Friday, May 18, 2012

How to eat an elephant (or engage with the Carbon Farming Initiative)

You eat an elephant one bite at a time. And so it is with the Carbon Farming Initiative. Here is a safety-first path for farmers who want to take advantage for this one-in-a-generation opportunity. It is a toe-in-the-water approach for maximum risk management and learning by doing. Step 1. Trees on farm. Identify a small area that could benefit from planting native trees. It could be a recharge zone causing salt expression further down the slop. It could be a erosion zone that needs to be stablilised. You could chose to plant 10ha-20ha, but make it part of a larger plan for your farm, a plan you could execute as you become more comfortable with the process. Step 2. Reduction in nitrous oxide emissions from fertiliser application. (At least two methodologies should be available later this year.) This can be done in any number of ways: straight reduction in NPK fertiliser; shift to precision application; part-replacement of fertiliser by bioferts; full replacement of fertiliser with biofert. Step 3: Reduction in methane emissions from livestock. (Methodology coming.) Step 4: Soil carbon sequestration. By this time you have had a chance to get used to the culture of the CFI - measuring and reporting on the activities; the concept of 100 Years; the production benefits of soil carbon, etc. You earn instant offsets for the emissions avoidance activities (nitrous oxide and methane) and delayed offsets (eg. 5 years, etc.) for carbon captured and held in vegetation and soils. This is just one example of the way you can take a staged approach to building a carbon farming portfolio. It is entirely voluntary. Your commitment deepens slowly so you can retreat early in the process. As you get closer to it, your elephant will shrink.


* _Activity_: Reproduce all the data, character for character.

* _Listed entries_:
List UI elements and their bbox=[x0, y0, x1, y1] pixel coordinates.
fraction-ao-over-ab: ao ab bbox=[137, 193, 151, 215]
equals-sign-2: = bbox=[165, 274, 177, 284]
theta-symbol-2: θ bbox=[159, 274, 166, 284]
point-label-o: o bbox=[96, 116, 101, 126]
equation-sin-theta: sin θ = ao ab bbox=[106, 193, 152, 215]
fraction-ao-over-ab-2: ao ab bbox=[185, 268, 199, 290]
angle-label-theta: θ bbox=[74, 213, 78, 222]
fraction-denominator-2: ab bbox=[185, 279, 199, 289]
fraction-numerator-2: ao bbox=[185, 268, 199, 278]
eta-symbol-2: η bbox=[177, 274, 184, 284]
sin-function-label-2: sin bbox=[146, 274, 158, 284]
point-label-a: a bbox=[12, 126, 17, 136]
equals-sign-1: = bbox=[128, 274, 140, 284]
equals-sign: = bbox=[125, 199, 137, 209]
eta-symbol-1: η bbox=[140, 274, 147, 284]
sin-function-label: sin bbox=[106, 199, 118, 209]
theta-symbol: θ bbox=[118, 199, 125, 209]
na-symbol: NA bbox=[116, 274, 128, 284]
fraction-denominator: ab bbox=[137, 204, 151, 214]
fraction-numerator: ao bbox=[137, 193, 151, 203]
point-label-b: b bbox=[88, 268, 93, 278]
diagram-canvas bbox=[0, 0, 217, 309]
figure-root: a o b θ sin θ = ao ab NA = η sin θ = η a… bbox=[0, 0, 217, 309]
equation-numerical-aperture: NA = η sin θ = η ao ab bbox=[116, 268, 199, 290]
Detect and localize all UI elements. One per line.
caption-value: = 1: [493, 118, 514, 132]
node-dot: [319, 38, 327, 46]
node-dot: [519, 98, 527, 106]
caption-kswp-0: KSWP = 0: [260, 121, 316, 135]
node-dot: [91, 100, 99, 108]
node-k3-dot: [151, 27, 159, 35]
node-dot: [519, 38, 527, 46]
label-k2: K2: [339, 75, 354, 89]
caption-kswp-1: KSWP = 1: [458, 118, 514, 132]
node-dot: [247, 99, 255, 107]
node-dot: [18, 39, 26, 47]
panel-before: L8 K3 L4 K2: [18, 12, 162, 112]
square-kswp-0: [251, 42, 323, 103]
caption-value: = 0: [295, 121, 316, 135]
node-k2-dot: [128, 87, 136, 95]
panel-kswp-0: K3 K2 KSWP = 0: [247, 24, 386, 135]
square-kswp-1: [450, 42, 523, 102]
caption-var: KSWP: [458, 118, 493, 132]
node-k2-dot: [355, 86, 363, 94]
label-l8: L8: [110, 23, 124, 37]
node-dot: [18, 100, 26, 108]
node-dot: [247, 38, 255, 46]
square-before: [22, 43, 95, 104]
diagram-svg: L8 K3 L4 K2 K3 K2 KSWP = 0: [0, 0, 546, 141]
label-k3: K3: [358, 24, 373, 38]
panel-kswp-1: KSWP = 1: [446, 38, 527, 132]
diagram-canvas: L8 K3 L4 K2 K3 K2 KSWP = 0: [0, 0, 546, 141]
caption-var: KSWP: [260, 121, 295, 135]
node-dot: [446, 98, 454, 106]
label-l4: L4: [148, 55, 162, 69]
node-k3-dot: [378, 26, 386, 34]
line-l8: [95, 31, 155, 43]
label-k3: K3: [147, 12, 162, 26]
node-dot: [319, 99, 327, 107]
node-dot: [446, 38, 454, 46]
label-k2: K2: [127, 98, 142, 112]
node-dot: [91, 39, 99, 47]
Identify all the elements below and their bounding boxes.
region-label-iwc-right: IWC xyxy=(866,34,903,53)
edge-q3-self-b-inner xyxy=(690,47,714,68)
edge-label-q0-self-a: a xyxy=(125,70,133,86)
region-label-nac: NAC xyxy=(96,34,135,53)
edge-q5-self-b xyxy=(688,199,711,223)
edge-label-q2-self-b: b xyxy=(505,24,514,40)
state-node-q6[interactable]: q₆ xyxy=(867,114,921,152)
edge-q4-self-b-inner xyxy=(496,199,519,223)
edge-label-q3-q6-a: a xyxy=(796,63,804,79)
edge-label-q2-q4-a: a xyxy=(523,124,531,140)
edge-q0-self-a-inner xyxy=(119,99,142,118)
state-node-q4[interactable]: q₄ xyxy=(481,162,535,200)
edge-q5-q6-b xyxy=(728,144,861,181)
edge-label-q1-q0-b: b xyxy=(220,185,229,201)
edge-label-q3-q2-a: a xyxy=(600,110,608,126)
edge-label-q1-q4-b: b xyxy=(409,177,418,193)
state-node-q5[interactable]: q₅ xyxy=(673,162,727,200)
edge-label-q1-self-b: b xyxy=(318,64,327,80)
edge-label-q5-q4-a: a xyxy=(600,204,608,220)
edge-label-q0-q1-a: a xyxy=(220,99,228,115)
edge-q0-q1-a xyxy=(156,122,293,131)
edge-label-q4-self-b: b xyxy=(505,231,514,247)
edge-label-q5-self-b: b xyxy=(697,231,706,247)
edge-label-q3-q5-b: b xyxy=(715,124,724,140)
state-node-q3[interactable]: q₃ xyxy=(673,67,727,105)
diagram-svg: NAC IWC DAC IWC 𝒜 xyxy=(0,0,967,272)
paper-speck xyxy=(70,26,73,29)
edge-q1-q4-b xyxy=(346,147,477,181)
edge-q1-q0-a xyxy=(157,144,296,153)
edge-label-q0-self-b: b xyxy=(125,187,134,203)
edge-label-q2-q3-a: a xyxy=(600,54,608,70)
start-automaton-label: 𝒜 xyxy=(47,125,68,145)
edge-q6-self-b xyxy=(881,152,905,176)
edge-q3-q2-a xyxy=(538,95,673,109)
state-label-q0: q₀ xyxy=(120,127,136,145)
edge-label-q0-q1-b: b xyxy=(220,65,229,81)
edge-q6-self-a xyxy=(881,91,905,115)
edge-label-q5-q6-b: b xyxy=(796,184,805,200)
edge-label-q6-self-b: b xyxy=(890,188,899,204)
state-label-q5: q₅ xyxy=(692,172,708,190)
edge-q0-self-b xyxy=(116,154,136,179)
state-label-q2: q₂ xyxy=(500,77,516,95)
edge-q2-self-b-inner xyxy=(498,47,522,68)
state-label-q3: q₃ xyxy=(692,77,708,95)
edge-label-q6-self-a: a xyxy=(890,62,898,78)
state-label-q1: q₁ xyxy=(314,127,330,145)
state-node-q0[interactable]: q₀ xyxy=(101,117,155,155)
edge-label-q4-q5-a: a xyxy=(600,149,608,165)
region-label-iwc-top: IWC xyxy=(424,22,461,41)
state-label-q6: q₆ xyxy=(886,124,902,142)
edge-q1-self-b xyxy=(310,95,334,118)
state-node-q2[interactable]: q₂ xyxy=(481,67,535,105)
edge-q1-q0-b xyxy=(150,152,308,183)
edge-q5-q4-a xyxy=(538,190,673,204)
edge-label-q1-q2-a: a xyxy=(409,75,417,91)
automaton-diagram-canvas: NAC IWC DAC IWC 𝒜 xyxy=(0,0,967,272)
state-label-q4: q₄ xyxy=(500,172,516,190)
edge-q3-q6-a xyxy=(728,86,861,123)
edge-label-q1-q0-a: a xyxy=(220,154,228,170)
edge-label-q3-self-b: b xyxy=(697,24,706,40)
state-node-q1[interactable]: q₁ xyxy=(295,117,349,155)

* _Response_:
List UI elements and their bbox=[x0, y0, x1, y1] pixel coordinates.
fraction-ao-over-ab: ao ab bbox=[137, 193, 151, 215]
equals-sign-2: = bbox=[165, 274, 177, 284]
theta-symbol-2: θ bbox=[159, 274, 166, 284]
point-label-o: o bbox=[96, 116, 101, 126]
equation-sin-theta: sin θ = ao ab bbox=[106, 193, 152, 215]
fraction-ao-over-ab-2: ao ab bbox=[185, 268, 199, 290]
angle-label-theta: θ bbox=[74, 213, 78, 222]
fraction-denominator-2: ab bbox=[185, 279, 199, 289]
fraction-numerator-2: ao bbox=[185, 268, 199, 278]
eta-symbol-2: η bbox=[177, 274, 184, 284]
sin-function-label-2: sin bbox=[146, 274, 158, 284]
point-label-a: a bbox=[12, 126, 17, 136]
equals-sign-1: = bbox=[128, 274, 140, 284]
equals-sign: = bbox=[125, 199, 137, 209]
eta-symbol-1: η bbox=[140, 274, 147, 284]
sin-function-label: sin bbox=[106, 199, 118, 209]
theta-symbol: θ bbox=[118, 199, 125, 209]
na-symbol: NA bbox=[116, 274, 128, 284]
fraction-denominator: ab bbox=[137, 204, 151, 214]
fraction-numerator: ao bbox=[137, 193, 151, 203]
point-label-b: b bbox=[88, 268, 93, 278]
diagram-canvas bbox=[0, 0, 217, 309]
figure-root: a o b θ sin θ = ao ab NA = η sin θ = η a… bbox=[0, 0, 217, 309]
equation-numerical-aperture: NA = η sin θ = η ao ab bbox=[116, 268, 199, 290]
Detect and localize all UI elements. One per line.
caption-value: = 1: [493, 118, 514, 132]
node-dot: [319, 38, 327, 46]
node-dot: [519, 98, 527, 106]
caption-kswp-0: KSWP = 0: [260, 121, 316, 135]
node-dot: [91, 100, 99, 108]
node-k3-dot: [151, 27, 159, 35]
node-dot: [519, 38, 527, 46]
label-k2: K2: [339, 75, 354, 89]
caption-kswp-1: KSWP = 1: [458, 118, 514, 132]
node-dot: [247, 99, 255, 107]
node-dot: [18, 39, 26, 47]
panel-before: L8 K3 L4 K2: [18, 12, 162, 112]
square-kswp-0: [251, 42, 323, 103]
caption-value: = 0: [295, 121, 316, 135]
node-k2-dot: [128, 87, 136, 95]
panel-kswp-0: K3 K2 KSWP = 0: [247, 24, 386, 135]
square-kswp-1: [450, 42, 523, 102]
caption-var: KSWP: [458, 118, 493, 132]
node-k2-dot: [355, 86, 363, 94]
label-l8: L8: [110, 23, 124, 37]
node-dot: [18, 100, 26, 108]
node-dot: [247, 38, 255, 46]
square-before: [22, 43, 95, 104]
diagram-svg: L8 K3 L4 K2 K3 K2 KSWP = 0: [0, 0, 546, 141]
label-k3: K3: [358, 24, 373, 38]
panel-kswp-1: KSWP = 1: [446, 38, 527, 132]
diagram-canvas: L8 K3 L4 K2 K3 K2 KSWP = 0: [0, 0, 546, 141]
caption-var: KSWP: [260, 121, 295, 135]
node-dot: [446, 98, 454, 106]
label-l4: L4: [148, 55, 162, 69]
node-k3-dot: [378, 26, 386, 34]
line-l8: [95, 31, 155, 43]
label-k3: K3: [147, 12, 162, 26]
node-dot: [319, 99, 327, 107]
node-dot: [446, 38, 454, 46]
label-k2: K2: [127, 98, 142, 112]
node-dot: [91, 39, 99, 47]
Identify all the elements below and their bounding boxes.
region-label-iwc-right: IWC xyxy=(866,34,903,53)
edge-q3-self-b-inner xyxy=(690,47,714,68)
edge-label-q0-self-a: a xyxy=(125,70,133,86)
region-label-nac: NAC xyxy=(96,34,135,53)
edge-q5-self-b xyxy=(688,199,711,223)
edge-label-q2-self-b: b xyxy=(505,24,514,40)
state-node-q6[interactable]: q₆ xyxy=(867,114,921,152)
edge-q4-self-b-inner xyxy=(496,199,519,223)
edge-label-q3-q6-a: a xyxy=(796,63,804,79)
edge-label-q2-q4-a: a xyxy=(523,124,531,140)
edge-q0-self-a-inner xyxy=(119,99,142,118)
state-node-q4[interactable]: q₄ xyxy=(481,162,535,200)
edge-q5-q6-b xyxy=(728,144,861,181)
edge-label-q1-q0-b: b xyxy=(220,185,229,201)
edge-label-q3-q2-a: a xyxy=(600,110,608,126)
edge-label-q1-q4-b: b xyxy=(409,177,418,193)
state-node-q5[interactable]: q₅ xyxy=(673,162,727,200)
edge-label-q1-self-b: b xyxy=(318,64,327,80)
edge-label-q5-q4-a: a xyxy=(600,204,608,220)
edge-label-q0-q1-a: a xyxy=(220,99,228,115)
edge-q0-q1-a xyxy=(156,122,293,131)
edge-label-q4-self-b: b xyxy=(505,231,514,247)
edge-label-q5-self-b: b xyxy=(697,231,706,247)
edge-label-q3-q5-b: b xyxy=(715,124,724,140)
state-node-q3[interactable]: q₃ xyxy=(673,67,727,105)
diagram-svg: NAC IWC DAC IWC 𝒜 xyxy=(0,0,967,272)
paper-speck xyxy=(70,26,73,29)
edge-q1-q4-b xyxy=(346,147,477,181)
edge-q1-q0-a xyxy=(157,144,296,153)
edge-label-q0-self-b: b xyxy=(125,187,134,203)
edge-label-q2-q3-a: a xyxy=(600,54,608,70)
start-automaton-label: 𝒜 xyxy=(47,125,68,145)
edge-q6-self-b xyxy=(881,152,905,176)
edge-q3-q2-a xyxy=(538,95,673,109)
state-label-q0: q₀ xyxy=(120,127,136,145)
edge-label-q0-q1-b: b xyxy=(220,65,229,81)
edge-q6-self-a xyxy=(881,91,905,115)
edge-label-q5-q6-b: b xyxy=(796,184,805,200)
edge-label-q6-self-b: b xyxy=(890,188,899,204)
state-label-q5: q₅ xyxy=(692,172,708,190)
edge-q0-self-b xyxy=(116,154,136,179)
state-label-q2: q₂ xyxy=(500,77,516,95)
edge-q2-self-b-inner xyxy=(498,47,522,68)
state-label-q3: q₃ xyxy=(692,77,708,95)
edge-label-q6-self-a: a xyxy=(890,62,898,78)
state-label-q1: q₁ xyxy=(314,127,330,145)
state-node-q0[interactable]: q₀ xyxy=(101,117,155,155)
edge-label-q4-q5-a: a xyxy=(600,149,608,165)
region-label-iwc-top: IWC xyxy=(424,22,461,41)
state-label-q6: q₆ xyxy=(886,124,902,142)
edge-q1-self-b xyxy=(310,95,334,118)
state-node-q2[interactable]: q₂ xyxy=(481,67,535,105)
edge-q1-q0-b xyxy=(150,152,308,183)
edge-q5-q4-a xyxy=(538,190,673,204)
edge-label-q1-q2-a: a xyxy=(409,75,417,91)
automaton-diagram-canvas: NAC IWC DAC IWC 𝒜 xyxy=(0,0,967,272)
state-label-q4: q₄ xyxy=(500,172,516,190)
edge-q3-q6-a xyxy=(728,86,861,123)
edge-label-q1-q0-a: a xyxy=(220,154,228,170)
edge-label-q3-self-b: b xyxy=(697,24,706,40)
state-node-q1[interactable]: q₁ xyxy=(295,117,349,155)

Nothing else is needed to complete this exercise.